The notion of owners favouring sporting success is not a new construct. As we have seen local businessman in the past had taken control of local clubs because of their sporting enthusiasm (Sloane, 1971). But, the greater commercialisation of sport in general, and football in particular was supposed to weaken this. In their study of more recent English and Spanish football, Garcia-del-Barrio & Szymanski (2009) found support in both leagues for the objective of win

maximisation subject to a zero profit budget constraint.

The ownership of a football club seems, therefore, to involve a more nuanced range of potential non-economic objectives. The notions of the sportsmen owner and the pursuit of success were driven by a club owner being a football fan (Hamil & Walters, 2010). The idea of a fan owner was also used by Zimbalist (2003) who suggested that a motive of sports team ownership might even be ‘fun’. Furthermore, the ownership of a team, particularly if it is successful, might also benefit an owners’ ego (Zimbalist, 2003). In these terms, there might be a strong element of

self-satisficing behaviour in team ownership. Aside from these psychological benefits, team ownership might also be influenced by a desire to enhance personal and social prestige. While this was initially viewed as being an enhancement of prestige in the local region (Sloane, 1971), more recently the ownership of a sports team has been viewed as a trophy asset (Hamil &

Walters, 2010), with benefits of celebrity and vanity to be accrued by a team owner, even at the expense of profits (Hamil & Walters, 2010).

Traditionally, some local businessmen invested in a football club through a sense of civic duty, providing a particular benefit in the case of a financial crisis (Sloane, 1971, Hamil & Walters,

sought to maximise global long-term returns. These approaches implied that a range of potential objectives are held by team owners but they also raise consideration of the extent to which these objectives are inter-linked.

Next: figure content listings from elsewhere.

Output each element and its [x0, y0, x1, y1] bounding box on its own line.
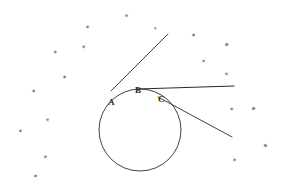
vertex-label-a: A	[108, 98, 115, 107]
geometry-figure	[0, 0, 284, 188]
vertex-label-b: B	[135, 86, 141, 95]
speckle-mark: ✶	[62, 74, 68, 80]
tangent-at-B	[137, 86, 234, 89]
speckle-mark: ✶	[33, 173, 39, 180]
speckle-mark: ✶	[18, 128, 24, 134]
diagram-canvas: ✶✶✶✶✶✶✶✶✶✶✶✶✶✶✶✶✶✶✶ ABC	[0, 0, 284, 188]
line-from-C	[158, 97, 232, 137]
speckle-mark: ✶	[223, 42, 230, 50]
vertex-label-c: C	[158, 95, 165, 104]
speckle-mark: ✶	[191, 32, 197, 39]
line-from-A	[111, 34, 168, 91]
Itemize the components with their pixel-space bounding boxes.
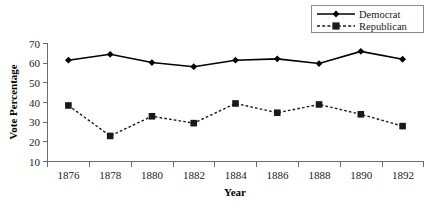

However, how can the exact objectives of team owners be identified? It has been common to deduce these ‘after the event’ (ex-post). The analysis of club balance sheets and profit and loss accounts to symbolise club objectives has been common practice. For example, the early yearly losses made by Roman Abramovich at Chelsea clearly suggested that he followed non-profit objectives (Sloane, 2006). However, Fort (2000) and Fort & Quirk (2004), questioned the effectiveness of this method, while Moorhouse (1999) raised questions about the nature of the data used. Their primary concern related to the nature of profit and differences in economic and accounting profit. Both Fort (2000) and Fort & Quirk (2004) argued that economic profit should be considered as the object of analysis, as accounting profit was easily manipulated to avoid tax payments. However, there was no evidence presented which suggested economic profit would be positive in these arguments (Sloane, 2006).